I remember Kelby working for years at Roosevelt Elementary School.  My kids all can still picture him and his bald head presiding over the In-School Suspension room – a role model, a disciplinarian, a mentor to so many.  So how appropriate to have Kelby helping give voice to the movement of young people he knew and cared about.

The mural went up in July 1996.  And it is stunning, even now.  A giant figure with flowing hair reaches down from the heavens, using a strong right arm to separate two warring figures who “drop their guns” in surprise.  Above the heads of the two figures we see a brown hand and a white hand clasped in unity.  We see a book and an apple for the schools.  We see a cross, for the faith community.  We see a garden for new growth.  We see the Violence Intervention Project logo, with its’ central figure holding out hands to stop conflict.  We see the houses of Elkhart.  We see four figures – adults and young people – with their arms linked.  The whole mural just sings – sings the story of young people who want hope and change, a community that unites across barriers of race and says No More to violence.
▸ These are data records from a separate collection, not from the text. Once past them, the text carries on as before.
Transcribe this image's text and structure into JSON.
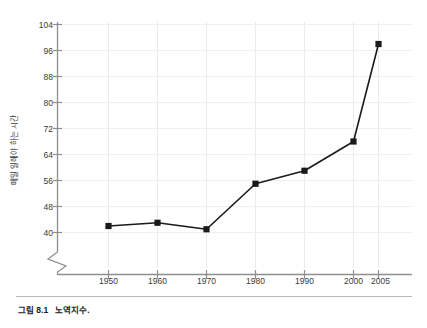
{
  "caption": {
    "figure_number": "그림 8.1",
    "text": "노역지수."
  },
  "chart_data": {
    "type": "line",
    "title": "",
    "subtitle": "",
    "xlabel": "",
    "ylabel": "매일 일해야 하는 시간",
    "x": [
      1950,
      1960,
      1970,
      1980,
      1990,
      2000,
      2005
    ],
    "categories": [
      "1950",
      "1960",
      "1970",
      "1980",
      "1990",
      "2000",
      "2005"
    ],
    "values": [
      42,
      43,
      41,
      55,
      59,
      68,
      98
    ],
    "series": [
      {
        "name": "노역지수",
        "values": [
          42,
          43,
          41,
          55,
          59,
          68,
          98
        ]
      }
    ],
    "xlim": [
      1945,
      2010
    ],
    "ylim": [
      36,
      104
    ],
    "yticks": [
      40,
      48,
      56,
      64,
      72,
      80,
      88,
      96,
      104
    ],
    "xticks": [
      "1950",
      "1960",
      "1970",
      "1980",
      "1990",
      "2000",
      "2005"
    ],
    "grid": true,
    "legend": "none",
    "marker": "square",
    "axis_break": true,
    "line_color": "#1a1a1a",
    "marker_color": "#1a1a1a",
    "grid_color": "#e8e8e8",
    "axis_color": "#8c8c8c"
  }
}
I drive past that mural every day on the way to work.  And it seems like its message is as important today as ever.  In my view, it represents the very best of the city of Elkhart.  It’s a testament to what happens when older powerful people allow young people to lead change.  That’s what Duane Beck did when he offered to help Drop Your Guns get started.  It’s what Kelby Love did when he took the spirit of the youth movement and painted it sky high for all of us to see.

Music: "Have Mercy" by Eryn Allen Kane

Andrew Kreider was born and raised in London, England. He moved to Elkhart over twenty years ago, but somehow never totally lost his accent. Most weeks you will find him somewhere in the bowels of the Lerner Theater in Elkhart, where he works as a tech and as the audio and lighting designer for Premier Arts.